It was somewhere on my fourth or fifth day of bike commuting that I got my first flat tire. I was halfway home on the post-work trip, riding near the campus of The Ohio State University, when I suddenly noticed that I wasn’t moving quite as easily as I should have been. A quick glance down revealed that my rear tire -- which I had replaced only a few days before with tires better suited for commuting on paved streets -- was starting to hang off the wheel like an old woman’s pantyhose. I hopped off the bike, followed the cruel hiss of escaping air, and found a staple the size of a Ford Focus planted firmly in the rubber. I was left with the choice of either walking my bike the remaining three miles, or calling my ladylove to come and pick me up. You get one guess as to which route I went with.

One week and one replaced inner tube later, my bike and I were back on the road, suffering through an abysmally hot and humid Ohio morning, headed into the land of the breadwinner. After entering the charming old neighborhood of Victorian Village, replete with brick streets, my rear tire decided to have another adventure in decompression. With no domestic partner to rescue me this time, I half rolled, half carried my bike over street and sidewalk for two miles, legs getting nicked and scraped by the pedals, and my dislike of bicycle commuting ever growing. If it weren’t for the high price of gasoline, the cost of new inner tubes might very well overtake that particular merit of riding my bike to work.

And yet, I shall continue to ride my bike whenever possible, because… well, damnit, I CAN.

To aid those who also might be new to the world of the bike commuter, here are some other unexpected lessons that I have learned during my travels:

Dogs are not the most hazardous creatures that you’ll encounter on a bike path.

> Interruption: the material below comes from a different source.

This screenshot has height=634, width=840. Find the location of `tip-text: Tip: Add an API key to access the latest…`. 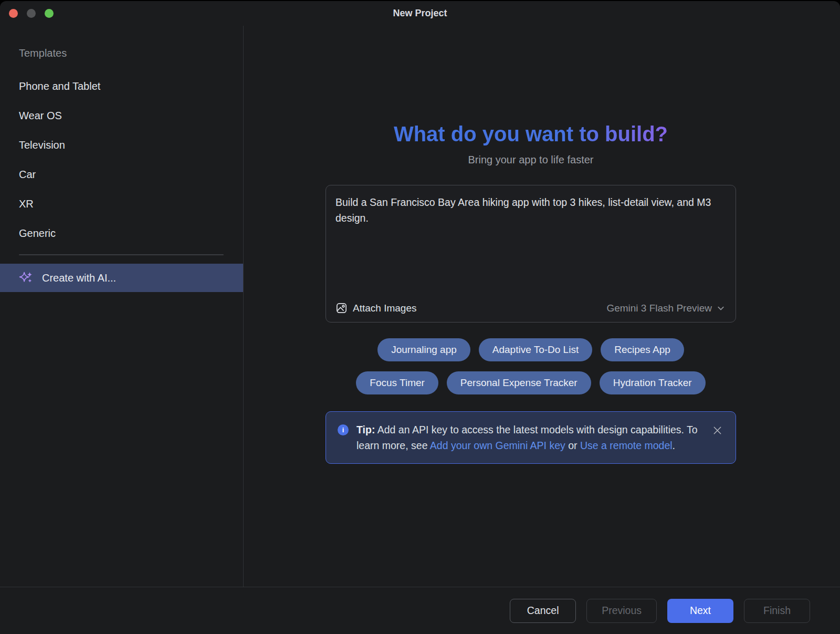

tip-text: Tip: Add an API key to access the latest… is located at coordinates (528, 438).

This title goes to Canadian Geese. These birds will form a kind of street gang, blocking your path whenever they are able. If you swerve to avoid them, they’ll hiss at you and flap their wings, occasionally even giving chase with sticks and knives. (They migrated in from the bad part of Canada, obviously.) I’ve found the best way to deal with this menace is to aim directly at them, close your eyes, and hope for the best. And even if you’re lucky enough to avoid a flock of grounded geese, you still have to watch out for one of their more subversive attempts to thwart a cyclist, namely a hazard known as “slick pile of goose shit.”

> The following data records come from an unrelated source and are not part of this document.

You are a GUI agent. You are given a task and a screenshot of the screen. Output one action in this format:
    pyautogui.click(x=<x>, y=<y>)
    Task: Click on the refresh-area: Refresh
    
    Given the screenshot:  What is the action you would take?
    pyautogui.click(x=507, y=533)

While you should always be cognizant of automotive traffic, I advise you to be doubly or even triply so if your route takes you past a retirement community. Old folks and cars are a recipe for excitement! They bob. They weave. They attempt to pin you against parked cars. And twice now I’ve nearly been clipped by a Buick-wielding blue hair as he or she has come hurtling out of the community’s parking lot. These people will also appear in other random places, such the occasion where a kind old woman blew the horn of her Lincoln at me for not moving out of her way as she drove past. I should mention that at the time, I was stopped on the sidewalk. She simply glared at me, navigated her car up the sloped curb, and proceeded to drive down the bike trail along the river -- apparently not associating her Towncar as being one of the prohibited “motorized vehicles” mentioned on a nearby sign. I wasn’t sure if she was confused that the bike path was actually some kind of service road, but I felt that she would reach an understanding when it would soon dead end into a park where she couldn’t turn her behemoth car around.

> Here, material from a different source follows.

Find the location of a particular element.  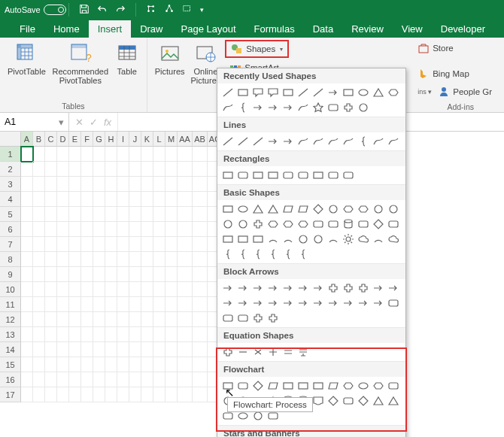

Finally, there’s a hazard toward the other end of the age spectrum: the hot collegiate girl. As your bike route may take you near a college or university, you’re likely to come across this phenomenon in your travels -- they can be doing anything from sunning themselves in a park to jogging or rollerblading along the path with you, and they will do anything in their power to overt your eyes from the road in front of you, opening up the possibility of running over rocks, small children, geese (although we’re agreed this is actually acceptable), or at the very worst, another attractive girl.

If you ever have to call your wife to come and pick up you and your disabled bike because you were in a collision with a co-ed, I can guarantee you that getting flat tires will be the least of your bike commuting worries.